This is an archived article and the information in the article may be outdated. Please look at the time stamp on the story to see when it was last updated.

DENVER (KDVR) — The U.S. Centers for Disease Control and Prevention wants universal masking back in place, mandatory vaccinations for healthcare providers, and maybe even reconsidering some of the community strategies the country got all too familiar with in the last 18 months.  

Internal CDC documents say “the war has changed” in both pandemic policy and how that is communicated to the public.

The CDC reemphasizes that risk of infection or hospitalization are much lower in the vaccinated than among the unvaccinated. However, it also admits that breakthrough cases, especially among the delta variant, are more common than people might want to believe and may require rethinking the open-for-business atmosphere the country embraced in late spring.

Vaccinations still decrease the risk of death or severe disease by a factor of 10 and risk of infection by a factor of three. In vaccinated persons who did contract the virus, infected persons had a 40% lower viral load than unvaccinated persons, a shorter duration of viral load, a lower risk and shorter duration of symptoms.

Since more of the public is vaccinated, though, the CDC has tracked more infections among the vaccinated than previously assumed.

In January, only 0.01% of COVID hospitalizations happened to vaccinated persons. In May, 9% of hospitalizations were among the vaccinated. For hospitalized deaths, that number rose even more, from zero in January to 15.1% in May.

This reflects that there are more vaccinations now, and more vaccinations among at-risk populations such as immunocompromised or elderly persons.

For those groups, though, the vaccine is less effective. The vaccine effectiveness against hospitalization is down to 59% for immunocompromised groups, and in the 70% range for nursing home residents.

Against the backdrop of the delta variant, things change.

The delta variant is more transmissible and likely leads to more severe illness.

The original COVID strain infected between one and four people per sick person. The delta variant infects between five and 10 persons per sick person – which is about the infection risk you see with the chickenpox.

The CDC doesn’t place the delta variant too much higher on the deadliness scale. It is not as deadly as polio or smallpox or MERS or SARS or Spanish flu or ebola, but delta infections are generally stronger.

The transmissibility in delta breakthrough cases may be the same level as unvaccinated cases. They measure this through Ct value, or cycle threshold. Cycle threshold in delta cases is lower – meaning there is a higher concentration of viral material in the test sample. The relationship between Ct and transmissibility it still being researched, but the signs are that there’s a relationship.

Symptoms do appear worse with the delta variant. Health officials in other counties have reported higher odds of hospitalization – this comes from both Canada and Scotland – and in Singapore a higher need for oxygen intake.

Vaccines also appear less effective against delta. In England and Scotland, the vaccine effectiveness for symptomatic disease is 88% for the delta variant – that’s lower than the 93 or so for the alpha variant. In Israel, which has one of the highest numbers of vaccinated people, vaccine effectiveness for the delta variant is 64%.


| The task |
Your task is to find every line of the data that holds the string "nBusiness" and copy it.

| The data |
* * * * *
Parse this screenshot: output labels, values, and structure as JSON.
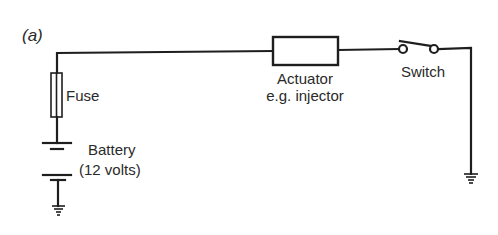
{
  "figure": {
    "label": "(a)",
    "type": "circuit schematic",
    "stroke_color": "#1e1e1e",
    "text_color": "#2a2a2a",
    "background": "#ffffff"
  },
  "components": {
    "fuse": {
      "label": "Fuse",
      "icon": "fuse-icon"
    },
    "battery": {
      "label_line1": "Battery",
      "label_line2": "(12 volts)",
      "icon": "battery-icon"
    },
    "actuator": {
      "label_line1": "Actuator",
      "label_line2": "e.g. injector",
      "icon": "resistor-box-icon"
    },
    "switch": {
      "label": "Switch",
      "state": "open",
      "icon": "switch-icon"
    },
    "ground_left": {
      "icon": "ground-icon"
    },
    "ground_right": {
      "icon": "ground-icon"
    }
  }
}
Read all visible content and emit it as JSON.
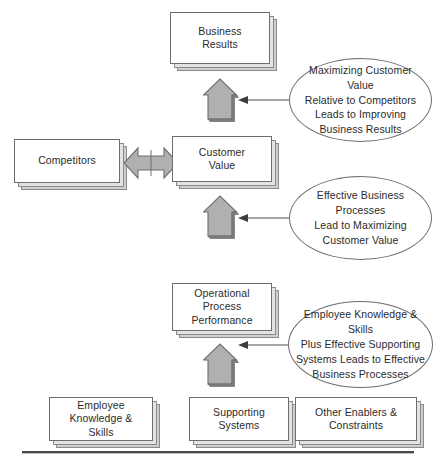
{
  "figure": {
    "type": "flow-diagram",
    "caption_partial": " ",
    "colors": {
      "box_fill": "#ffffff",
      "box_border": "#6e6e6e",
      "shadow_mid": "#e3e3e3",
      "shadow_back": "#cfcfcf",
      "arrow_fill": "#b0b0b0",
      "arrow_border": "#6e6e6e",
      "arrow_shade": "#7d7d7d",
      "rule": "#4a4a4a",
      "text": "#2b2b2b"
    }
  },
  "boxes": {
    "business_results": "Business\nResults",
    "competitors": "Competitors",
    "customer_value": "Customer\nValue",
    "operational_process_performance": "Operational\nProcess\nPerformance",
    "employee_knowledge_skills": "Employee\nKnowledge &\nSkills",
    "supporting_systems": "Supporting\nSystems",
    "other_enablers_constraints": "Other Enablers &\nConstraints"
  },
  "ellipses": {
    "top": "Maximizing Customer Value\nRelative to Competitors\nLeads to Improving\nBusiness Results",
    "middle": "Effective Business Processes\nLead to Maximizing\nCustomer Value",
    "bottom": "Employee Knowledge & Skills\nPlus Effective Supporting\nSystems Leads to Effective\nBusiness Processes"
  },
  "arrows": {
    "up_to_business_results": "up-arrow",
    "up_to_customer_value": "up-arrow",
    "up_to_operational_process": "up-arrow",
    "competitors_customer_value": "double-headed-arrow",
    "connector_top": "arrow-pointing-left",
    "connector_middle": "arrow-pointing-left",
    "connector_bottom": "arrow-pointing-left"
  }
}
* * * * *
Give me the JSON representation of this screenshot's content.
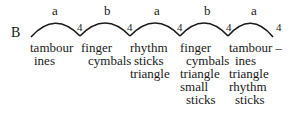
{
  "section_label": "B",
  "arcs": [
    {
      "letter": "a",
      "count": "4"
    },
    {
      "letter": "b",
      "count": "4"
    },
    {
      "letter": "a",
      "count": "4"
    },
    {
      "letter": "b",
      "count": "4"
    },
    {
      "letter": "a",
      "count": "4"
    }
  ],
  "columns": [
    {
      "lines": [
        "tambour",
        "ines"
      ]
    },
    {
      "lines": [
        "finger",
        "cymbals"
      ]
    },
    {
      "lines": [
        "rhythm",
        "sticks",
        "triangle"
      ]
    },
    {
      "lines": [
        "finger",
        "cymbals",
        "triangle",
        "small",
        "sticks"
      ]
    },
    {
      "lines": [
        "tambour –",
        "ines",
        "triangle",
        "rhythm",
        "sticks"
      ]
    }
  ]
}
* * * * *
| Reply |
    "top": "Maximizing Customer Value\nRelative to Competitors\nLeads to Improving\nBusiness Results",
    "bottom": "Employee Knowledge & Skills\nPlus Effective Supporting\nSystems Leads to Effective\nBusiness Processes"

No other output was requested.